Tuesday, January 24, 2006

The real "Metropolitan Diary"

For a taste of New York, look no further than the "user ratings and reviews" of bagel places on the website "MenuPages." The consensus seems to be that bagel places have good bagels but lousy service. For a food item that rarely reaches the dollar mark, this seems fair. If the kvetching about NYC bagels is any indication, then "Diaspora Judaism," "Woody Allen Judaism" or whatever we're calling it these days is alive and well and, most likely, no longer specific to actual Jews.

A sampling of the results:

Midtown Ess-a-bagel

Their bagels are awesome but their bad service make it not worth it to eat there. There is a guy with mustache and glasses who never takes the right order. If you go back and ask him to give me the right one, he gets angry. I used to eat there every Sunday before he started working there. After three bad service in a role, I never go there anymore. It's just not worth it to ruin your Sunday brunch experience by having to deal with a service person who needs anger management.

UES Pick-a-bagel

While the bagels here are pretty good, the service is subpar. The counter worker asked me to repeat my order about 6 times (all I ordered were 2 bagels) and the cashier was worse. She also made me repeat my order more than twice and then gave me an attitude. She was rude and incompetent and to top it all off the bagels were very overpriced.

72nd St. Bagel (UWS)

I've been a customer for many months, and have always tolerated subpar service, as the bagels are great. However, last weekend, after my order was messed up twice (not a big deal on a lazy Saturday morning...), the gentleman serving me began to basically throw a fit after I pointed out his error the second time. Sorry, but the bagels are not good enough to compensate for this level of customer mistreatment!

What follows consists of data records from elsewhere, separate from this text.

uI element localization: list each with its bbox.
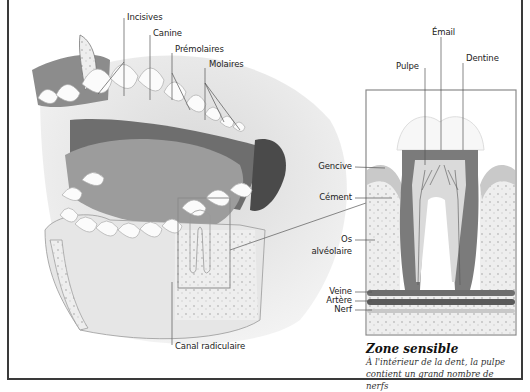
label-alveolaire: alvéolaire [300,246,352,256]
label-os: Os [300,234,352,244]
label-molaires: Molaires [209,59,244,69]
caption-body: À l'intérieur de la dent, la pulpe conti… [366,356,516,392]
label-nerf: Nerf [300,304,352,314]
label-incisives: Incisives [127,12,163,22]
label-canine: Canine [153,28,182,38]
label-email: Émail [432,27,455,37]
label-canal-radiculaire: Canal radiculaire [175,341,245,351]
label-dentine: Dentine [466,53,499,63]
label-premolaires: Prémolaires [175,44,224,54]
label-gencive: Gencive [300,161,352,171]
label-pulpe: Pulpe [396,61,419,71]
vessels [367,290,515,313]
caption-title: Zone sensible [366,342,458,356]
label-cement: Cément [300,192,352,202]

Nussbaum and Wu (Morningside Heights)

The food isn't bad and not too pricey, but the service is not good. One time I waited at the counter over 15 minutes to get a pre-made sandwich when there were 3 workers standing around and there were no other customers in line in front of me. When I asked the guys "Where's my sandwich," they started to trash-talk about me to each other in a different language...they didn't realize I understood their language. Big mistake.


"Big mistake," eh? One wonders what happened next. (One can't help but imagine when Frank Costanza enters the Korean-run nail salon to defend Elaine from remarks she herself cannot understand, only to reunite with a long-lost love.) Can the multilingual bagel slicers in question still walk, or has this been taken care of?

2 comments:

  1. Hey! No beating up on the Nussbaum and Wu guys. That's my bagel shop. They were always super nice to me.

    When I was there, anyway, the language was not so exotic. It was actually just, you know, Spanish.

    ReplyDelete
  2. I'm not the one beating up on the place--blame anonymous menupage reviewers.

    Spanish would make sense in the context if for whatever reason the customer looked like someone who would not know the language. Which is sort of silly, as plenty of Americans of all races know Spanish, but it's possible.